The sovereignty of physics meant the laws that do not ask for obedience. The sovereignty of biology meant the authority of my brain over every cell. The sovereignty of the creator meant that I visualized every neuron and every carbyne thread, understanding that I was the only reason for the creation's existence.
My will was an axiom, not a command. I projected into it not an instruction but an irrefutable truth. "You are me. Your will is my will. Any other signal is a virus. Any other command is an error, and it must be destroyed."
At my peak focus, I touched the carbyne body. The contact stamped my metaphysical signature into it. All the gathered mental and spiritual energy flooded into the vessel in a silent impulse.
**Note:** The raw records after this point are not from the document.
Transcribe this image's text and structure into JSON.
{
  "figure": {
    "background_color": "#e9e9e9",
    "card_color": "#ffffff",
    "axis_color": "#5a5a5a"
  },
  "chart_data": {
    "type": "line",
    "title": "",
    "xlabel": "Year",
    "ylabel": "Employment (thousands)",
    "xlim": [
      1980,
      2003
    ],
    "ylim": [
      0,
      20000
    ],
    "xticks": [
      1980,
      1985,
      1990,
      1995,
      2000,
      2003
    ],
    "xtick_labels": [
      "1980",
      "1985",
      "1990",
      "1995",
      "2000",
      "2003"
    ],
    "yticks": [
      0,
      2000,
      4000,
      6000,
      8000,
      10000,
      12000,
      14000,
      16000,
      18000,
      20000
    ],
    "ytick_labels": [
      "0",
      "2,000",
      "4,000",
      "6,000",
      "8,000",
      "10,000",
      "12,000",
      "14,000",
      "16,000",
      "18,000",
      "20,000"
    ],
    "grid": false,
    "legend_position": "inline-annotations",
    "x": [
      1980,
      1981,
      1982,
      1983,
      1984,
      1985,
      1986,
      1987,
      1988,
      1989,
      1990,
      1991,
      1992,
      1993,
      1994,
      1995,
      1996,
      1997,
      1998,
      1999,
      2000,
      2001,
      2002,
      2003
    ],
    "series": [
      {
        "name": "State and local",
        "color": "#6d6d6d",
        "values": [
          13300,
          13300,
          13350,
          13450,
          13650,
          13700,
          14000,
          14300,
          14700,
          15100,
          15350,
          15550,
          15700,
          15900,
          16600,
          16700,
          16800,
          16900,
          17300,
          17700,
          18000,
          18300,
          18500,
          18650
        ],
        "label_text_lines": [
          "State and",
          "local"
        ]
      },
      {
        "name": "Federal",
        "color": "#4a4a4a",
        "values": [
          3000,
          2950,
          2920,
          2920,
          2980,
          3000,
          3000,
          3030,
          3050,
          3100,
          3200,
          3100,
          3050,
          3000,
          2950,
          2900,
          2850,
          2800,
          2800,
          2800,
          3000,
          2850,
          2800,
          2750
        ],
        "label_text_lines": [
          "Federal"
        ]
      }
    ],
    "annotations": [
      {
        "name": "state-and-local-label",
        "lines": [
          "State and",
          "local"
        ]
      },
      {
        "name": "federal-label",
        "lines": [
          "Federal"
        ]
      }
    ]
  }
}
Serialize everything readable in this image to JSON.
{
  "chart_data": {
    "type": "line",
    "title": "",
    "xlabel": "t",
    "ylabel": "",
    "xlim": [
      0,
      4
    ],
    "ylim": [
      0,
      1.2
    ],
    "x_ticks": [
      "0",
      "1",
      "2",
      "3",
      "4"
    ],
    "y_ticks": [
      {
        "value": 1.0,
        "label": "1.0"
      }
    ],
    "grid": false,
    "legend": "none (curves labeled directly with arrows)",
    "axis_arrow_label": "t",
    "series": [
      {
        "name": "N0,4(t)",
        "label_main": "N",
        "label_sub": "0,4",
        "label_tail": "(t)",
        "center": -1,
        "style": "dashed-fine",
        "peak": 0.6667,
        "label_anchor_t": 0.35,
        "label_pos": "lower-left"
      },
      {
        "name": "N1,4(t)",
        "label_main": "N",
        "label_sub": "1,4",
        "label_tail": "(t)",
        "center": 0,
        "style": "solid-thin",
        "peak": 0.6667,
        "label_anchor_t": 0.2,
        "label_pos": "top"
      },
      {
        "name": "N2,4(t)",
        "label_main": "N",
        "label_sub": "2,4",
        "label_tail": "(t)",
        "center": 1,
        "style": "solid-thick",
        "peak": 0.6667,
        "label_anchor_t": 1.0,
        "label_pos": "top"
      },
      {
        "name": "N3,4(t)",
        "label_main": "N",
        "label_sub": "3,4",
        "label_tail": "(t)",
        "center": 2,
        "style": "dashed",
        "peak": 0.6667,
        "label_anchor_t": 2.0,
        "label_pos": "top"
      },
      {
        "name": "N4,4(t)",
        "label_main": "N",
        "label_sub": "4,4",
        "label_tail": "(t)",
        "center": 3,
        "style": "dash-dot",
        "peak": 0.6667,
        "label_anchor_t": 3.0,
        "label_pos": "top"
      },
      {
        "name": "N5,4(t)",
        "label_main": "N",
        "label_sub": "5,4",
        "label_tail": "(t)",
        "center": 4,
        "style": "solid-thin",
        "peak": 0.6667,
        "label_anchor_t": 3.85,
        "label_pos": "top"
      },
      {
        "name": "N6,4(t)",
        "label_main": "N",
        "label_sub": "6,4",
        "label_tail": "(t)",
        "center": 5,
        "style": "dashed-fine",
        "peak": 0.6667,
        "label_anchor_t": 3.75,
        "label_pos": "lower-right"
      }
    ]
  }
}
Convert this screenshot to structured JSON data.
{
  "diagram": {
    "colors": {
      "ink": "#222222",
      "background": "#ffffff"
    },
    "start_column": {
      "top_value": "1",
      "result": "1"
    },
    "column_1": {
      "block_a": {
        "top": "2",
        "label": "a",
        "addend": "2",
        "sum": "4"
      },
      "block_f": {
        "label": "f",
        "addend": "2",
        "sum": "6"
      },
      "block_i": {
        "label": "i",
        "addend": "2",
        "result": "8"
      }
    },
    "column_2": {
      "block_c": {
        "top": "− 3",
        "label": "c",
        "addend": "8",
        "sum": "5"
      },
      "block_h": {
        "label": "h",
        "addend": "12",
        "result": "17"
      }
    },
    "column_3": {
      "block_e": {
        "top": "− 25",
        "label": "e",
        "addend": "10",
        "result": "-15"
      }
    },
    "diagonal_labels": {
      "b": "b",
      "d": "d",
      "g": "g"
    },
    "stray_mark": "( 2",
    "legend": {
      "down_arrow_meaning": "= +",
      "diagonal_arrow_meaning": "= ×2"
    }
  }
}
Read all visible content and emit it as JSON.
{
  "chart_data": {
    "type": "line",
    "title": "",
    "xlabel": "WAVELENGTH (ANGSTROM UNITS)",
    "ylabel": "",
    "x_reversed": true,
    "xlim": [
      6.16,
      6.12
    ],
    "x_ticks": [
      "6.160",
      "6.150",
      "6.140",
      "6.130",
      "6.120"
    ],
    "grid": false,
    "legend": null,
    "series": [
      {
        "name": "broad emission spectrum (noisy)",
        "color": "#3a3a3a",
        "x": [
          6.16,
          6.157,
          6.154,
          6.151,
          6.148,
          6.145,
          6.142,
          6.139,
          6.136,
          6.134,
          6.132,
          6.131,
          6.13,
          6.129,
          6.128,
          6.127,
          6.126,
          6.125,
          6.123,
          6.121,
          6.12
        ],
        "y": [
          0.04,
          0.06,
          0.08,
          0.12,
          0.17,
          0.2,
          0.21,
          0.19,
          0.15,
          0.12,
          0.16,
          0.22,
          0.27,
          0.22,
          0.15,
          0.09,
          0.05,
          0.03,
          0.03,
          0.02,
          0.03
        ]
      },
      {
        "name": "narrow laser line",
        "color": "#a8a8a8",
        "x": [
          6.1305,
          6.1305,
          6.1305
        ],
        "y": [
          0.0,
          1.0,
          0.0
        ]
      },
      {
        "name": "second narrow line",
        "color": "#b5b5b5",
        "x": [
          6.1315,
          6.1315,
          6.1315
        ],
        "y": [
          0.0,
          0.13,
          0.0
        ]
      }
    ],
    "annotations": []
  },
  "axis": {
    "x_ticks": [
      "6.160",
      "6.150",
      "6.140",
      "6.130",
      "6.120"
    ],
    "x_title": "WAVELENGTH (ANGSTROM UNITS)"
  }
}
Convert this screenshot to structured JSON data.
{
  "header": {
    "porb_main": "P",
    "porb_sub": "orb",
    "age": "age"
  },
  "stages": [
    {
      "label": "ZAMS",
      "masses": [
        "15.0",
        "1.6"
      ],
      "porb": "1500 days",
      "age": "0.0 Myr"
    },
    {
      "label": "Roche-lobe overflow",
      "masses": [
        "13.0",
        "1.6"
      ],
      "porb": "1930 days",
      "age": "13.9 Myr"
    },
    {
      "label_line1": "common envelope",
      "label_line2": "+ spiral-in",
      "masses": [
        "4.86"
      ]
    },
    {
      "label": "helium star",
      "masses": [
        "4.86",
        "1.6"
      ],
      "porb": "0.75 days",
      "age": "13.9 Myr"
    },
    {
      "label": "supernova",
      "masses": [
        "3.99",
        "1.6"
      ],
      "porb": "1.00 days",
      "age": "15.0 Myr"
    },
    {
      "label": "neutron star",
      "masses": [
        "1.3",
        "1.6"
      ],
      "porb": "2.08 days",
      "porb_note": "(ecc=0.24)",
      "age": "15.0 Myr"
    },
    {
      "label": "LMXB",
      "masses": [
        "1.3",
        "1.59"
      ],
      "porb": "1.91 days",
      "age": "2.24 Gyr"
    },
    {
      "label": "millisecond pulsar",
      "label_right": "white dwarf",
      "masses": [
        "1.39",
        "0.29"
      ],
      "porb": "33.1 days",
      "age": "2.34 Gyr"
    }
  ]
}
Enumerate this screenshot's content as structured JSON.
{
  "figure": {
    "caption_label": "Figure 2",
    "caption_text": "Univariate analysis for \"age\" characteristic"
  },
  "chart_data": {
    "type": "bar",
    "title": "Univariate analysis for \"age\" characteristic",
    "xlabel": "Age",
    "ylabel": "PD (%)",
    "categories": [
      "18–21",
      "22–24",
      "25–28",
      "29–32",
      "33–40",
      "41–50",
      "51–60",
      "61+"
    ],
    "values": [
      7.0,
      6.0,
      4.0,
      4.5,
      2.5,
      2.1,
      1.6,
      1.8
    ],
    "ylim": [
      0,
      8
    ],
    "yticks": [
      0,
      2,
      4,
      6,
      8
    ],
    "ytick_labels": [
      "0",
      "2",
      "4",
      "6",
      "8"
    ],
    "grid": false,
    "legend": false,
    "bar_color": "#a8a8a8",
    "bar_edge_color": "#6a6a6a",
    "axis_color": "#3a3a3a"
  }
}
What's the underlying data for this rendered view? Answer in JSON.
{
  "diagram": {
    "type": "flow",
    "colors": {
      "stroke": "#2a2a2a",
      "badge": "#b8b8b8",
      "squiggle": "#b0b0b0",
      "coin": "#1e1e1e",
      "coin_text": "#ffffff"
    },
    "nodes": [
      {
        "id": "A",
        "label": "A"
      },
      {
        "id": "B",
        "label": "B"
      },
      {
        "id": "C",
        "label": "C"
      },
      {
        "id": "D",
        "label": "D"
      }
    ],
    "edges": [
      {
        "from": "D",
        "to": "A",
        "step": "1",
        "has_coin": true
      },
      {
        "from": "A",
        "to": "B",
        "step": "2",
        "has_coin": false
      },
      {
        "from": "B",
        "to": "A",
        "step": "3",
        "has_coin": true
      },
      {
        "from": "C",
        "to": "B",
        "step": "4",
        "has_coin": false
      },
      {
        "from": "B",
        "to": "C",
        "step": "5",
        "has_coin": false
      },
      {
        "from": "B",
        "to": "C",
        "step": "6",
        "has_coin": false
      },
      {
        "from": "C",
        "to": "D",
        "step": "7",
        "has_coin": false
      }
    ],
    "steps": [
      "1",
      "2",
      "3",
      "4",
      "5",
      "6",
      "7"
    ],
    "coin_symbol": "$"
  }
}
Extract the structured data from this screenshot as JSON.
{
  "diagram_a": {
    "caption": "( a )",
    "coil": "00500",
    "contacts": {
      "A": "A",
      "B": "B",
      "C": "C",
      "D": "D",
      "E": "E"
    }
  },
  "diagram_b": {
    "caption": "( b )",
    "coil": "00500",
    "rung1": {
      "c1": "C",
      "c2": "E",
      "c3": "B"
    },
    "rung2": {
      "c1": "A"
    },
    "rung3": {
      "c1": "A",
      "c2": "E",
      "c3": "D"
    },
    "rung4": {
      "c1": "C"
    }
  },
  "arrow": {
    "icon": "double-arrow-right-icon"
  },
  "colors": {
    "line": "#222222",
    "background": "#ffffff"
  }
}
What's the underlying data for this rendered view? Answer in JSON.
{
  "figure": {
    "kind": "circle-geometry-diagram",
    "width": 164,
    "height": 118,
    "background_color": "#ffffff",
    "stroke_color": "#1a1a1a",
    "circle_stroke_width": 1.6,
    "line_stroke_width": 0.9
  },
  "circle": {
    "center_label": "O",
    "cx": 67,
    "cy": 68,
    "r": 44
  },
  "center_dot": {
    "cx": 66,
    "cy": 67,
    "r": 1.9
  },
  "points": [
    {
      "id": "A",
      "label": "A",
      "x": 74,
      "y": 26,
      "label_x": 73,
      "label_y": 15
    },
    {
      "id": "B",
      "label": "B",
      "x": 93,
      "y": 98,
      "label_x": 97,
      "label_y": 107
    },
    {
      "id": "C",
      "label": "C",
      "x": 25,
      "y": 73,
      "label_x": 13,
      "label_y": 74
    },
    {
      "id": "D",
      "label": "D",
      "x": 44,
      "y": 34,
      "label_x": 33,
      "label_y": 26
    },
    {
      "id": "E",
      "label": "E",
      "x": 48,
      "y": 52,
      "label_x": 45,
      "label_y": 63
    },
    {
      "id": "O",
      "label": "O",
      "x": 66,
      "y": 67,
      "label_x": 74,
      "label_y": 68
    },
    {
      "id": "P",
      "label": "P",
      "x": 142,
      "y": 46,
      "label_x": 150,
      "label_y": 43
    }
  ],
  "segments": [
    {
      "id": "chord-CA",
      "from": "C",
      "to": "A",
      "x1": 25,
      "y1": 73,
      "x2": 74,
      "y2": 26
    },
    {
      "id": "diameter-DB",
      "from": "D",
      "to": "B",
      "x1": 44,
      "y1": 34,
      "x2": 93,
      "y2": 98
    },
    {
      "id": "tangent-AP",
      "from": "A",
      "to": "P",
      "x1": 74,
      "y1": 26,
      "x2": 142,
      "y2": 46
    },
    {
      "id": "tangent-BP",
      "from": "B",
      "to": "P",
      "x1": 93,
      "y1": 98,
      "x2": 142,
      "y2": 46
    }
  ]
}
The concept became the creature's soul.
It was nearly nine p.m. The first full techno-magical device lay in my palm. It was an artifact with an absolute neurointerface and conceptual protection woven into its very essence. It was a living system capable of learning and self-replication, and it would be fed by my bloodstream. In passive mode, it would resemble dense nerve tissue because it was now part of me.
I wanted to implant it immediately into my spine, but I had to wait for the Extremis. Lucas hadn't called yet. I took a moment to reflect. This wasn't classical magic. I hadn't drawn from other dimensions, and I hadn't spoken any spells.
This was pure intention.
For a single breath, I became a localized law of physics for one object. I told the universe, "This creation's purpose is to be one whole with me." And reality, on a tiny scale, agreed.
A sharp trill from the lab phone snapped me back to reality. It was likely Lucas. That meant the components had arrived.